The fallout of J.B.’s messy hijack is much less hermetic than its setup, with the cops on the horn and Terri catching scent of what’s happening. “The Mastermind” turns into a lonely existential man-on-the-run film as J.B. sloppily covers his tracks and tries to vanish; an extended take, although, of J.B. trying to stow the work in a barn, dragging himself again dwelling at daybreak coated in pig slop, is among the many most thrilling of Reichardt’s profession. She’s flexing into style mode whereas additionally pulling from her signature paintbox of taciturn character statement, as sluggish a burn as near-silent moments out of “First Cow” and even “Outdated Pleasure.” (Reichardt, too, brings her “First Cow” actor John Magaro into the combination, in a job that feels extra like a cameo than anything.)
There’s additionally Rob Mazurek’s Invoice Evans-inspired jazz rating to sink us even deeper right into a film that’s all about capturing a temper, a vibe. Reichardt credit data from Solar Ra and John Coltrane as influences behind the trumpet-and-percussion thrum of the music, although the riffs of Miles Davis’ ennui-and-smoke-drenched “Elevator to the Gallows” rating additionally come to thoughts, placing “The Mastermind” extra in dialog with midcentury artwork movies than the American heist films whose kind Reichardt flouts.

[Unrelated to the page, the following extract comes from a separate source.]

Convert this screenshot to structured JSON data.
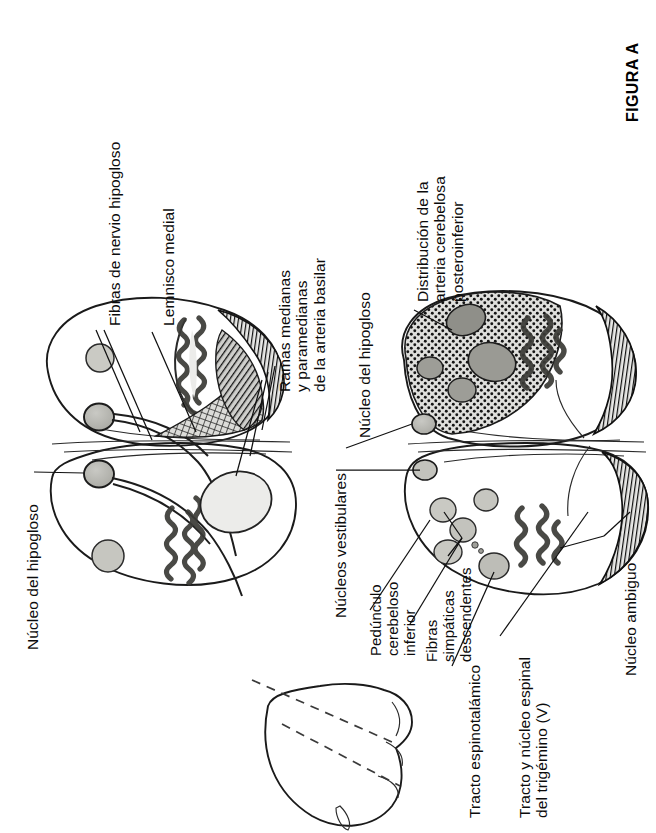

Which signifies that “The Mastermind,” even with an successfully understated efficiency from in-demand actor O’Connor as a person making an attempt to outwit his personal unraveling, could possibly be a troublesome promote for audiences exterior of the core Reichardt cult. The movie spins its wheels towards the tip, even whereas touchdown on a hilariously macabre last picture that feels ripped out of essentially the most nihilistic of French arthouse classics. “All the pieces I’ve performed is for you and the youngsters,” J.B. tells Terri over the telephone at one level, earlier than pausing so as to add, “And me.”
“The Mastermind” is a research in a single man’s selfishness, his compulsion towards crime as a thrill sport, towards daring himself to execute a problem to shake up his personal humdrum day-to-day schtick. In that sense, Reichardt has one thing in frequent along with her antihero: She’s challenged herself to execute a well-trodden form and magnificence of style storytelling on her personal phrases, although she succeeds greater than we all know from body one J.B. ever may.
Grade: B
“The Mastermind” premiered on the 2025 Cannes Movie Pageant. MUBI will launch it in theaters later this 12 months.